From The Frontier

Knowledge is always whole and all-embracing. As soon as new things are discovered, they are already integrated.

But on the other hand, in particular the fact that there remains always something new to discover indicates that all knowledge is sort of limited.

Traditionally we resolve this contradiction in holding that knowledge advances. The limit of knowledge is a frontier being pushed farther and farther towards the unknown. Thus knowledge grows continuously.

This approach is somewhat aggressively expansive. Resistances must be overcome, the fight never ends, the enemy is everywhere. Not only does he crop up out there in the not yet known, but he is also lurking around in here where his name is oblivion. How easily the hard-won fortune may vanish into nothingness! Finally experience teaches that this cannot really be inhibited. Still we are far from accepting it. It’s just a weakness. And every weakness can and must be overwhelmed.

This is almost a natural law. That’s how it works. Only the fittest, the strongest will survive. This applies also – and even particularly – to knowledge. Because real knowledge must be true.
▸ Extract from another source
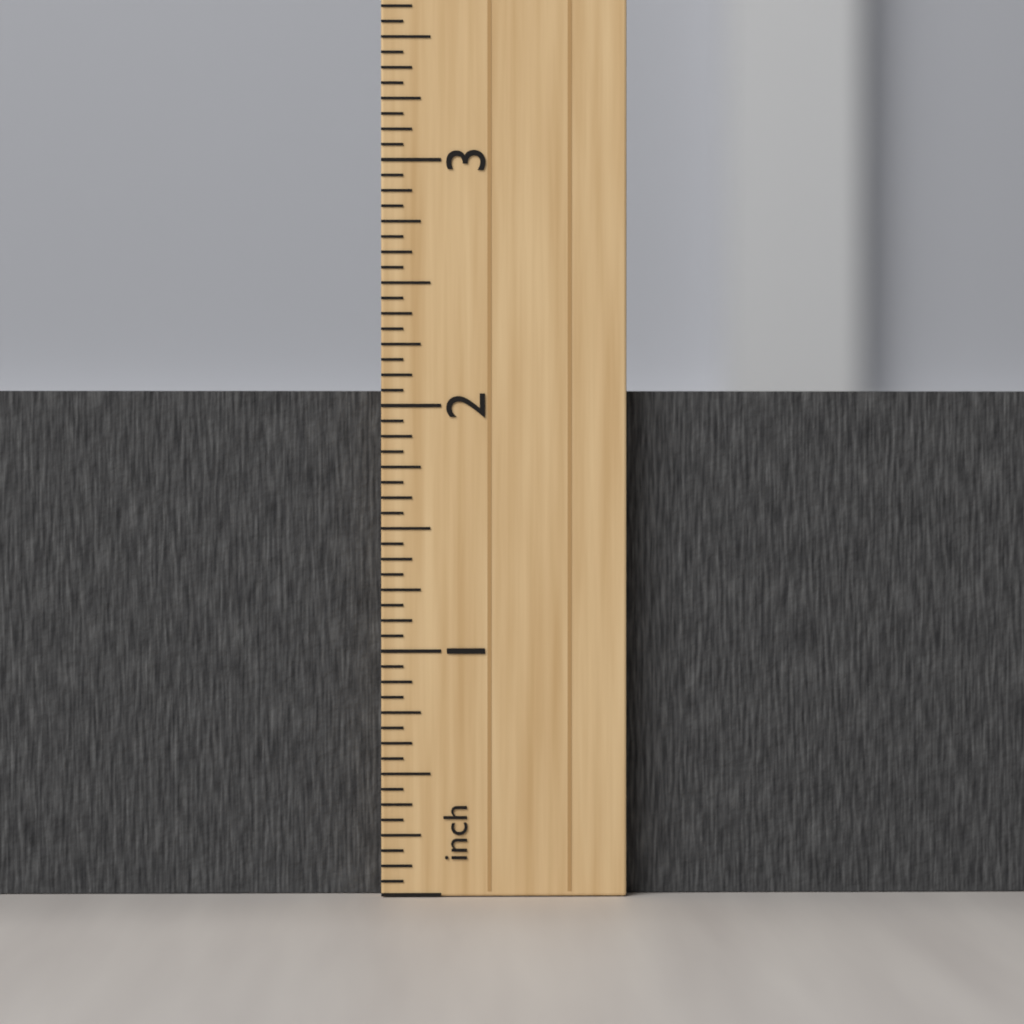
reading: 2.0625 inch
There is only one knowledge, the true one. Knowledge cannot be false. What proved to be false was ultimately no knowledge. True knowledge does not accept any other beside it. Everything not according to our consolidated knowledge is merely illusion, even if others suppose to know it. Everything that is true, however, automatically integrates.

Not least this mental attitude drove us to accumulate more and more knowledge, while permanently enhancing the corresponding methods. Even the loss of knowledge, the forgetting, was pushed further and further back. By means of the new media, for instance, which allow us to represent knowledge in new forms and store them persistently.

But when we make ample use of them we probably become aware of a quite different face of knowledge. It turns out that knowledge has many faces. Which do not look all together in the same direction. And this is exactly what makes knowledge! The diversity, the different angles and perspectives. Together they draw an image which no single image can ever display.

True knowledge comprehends everything, it is the whole – and just for this reason there is no single all-embracing knowledge, but rather a basic substantial pluralism. With contradictions not to be wiped off.

Differences are essential for knowledge.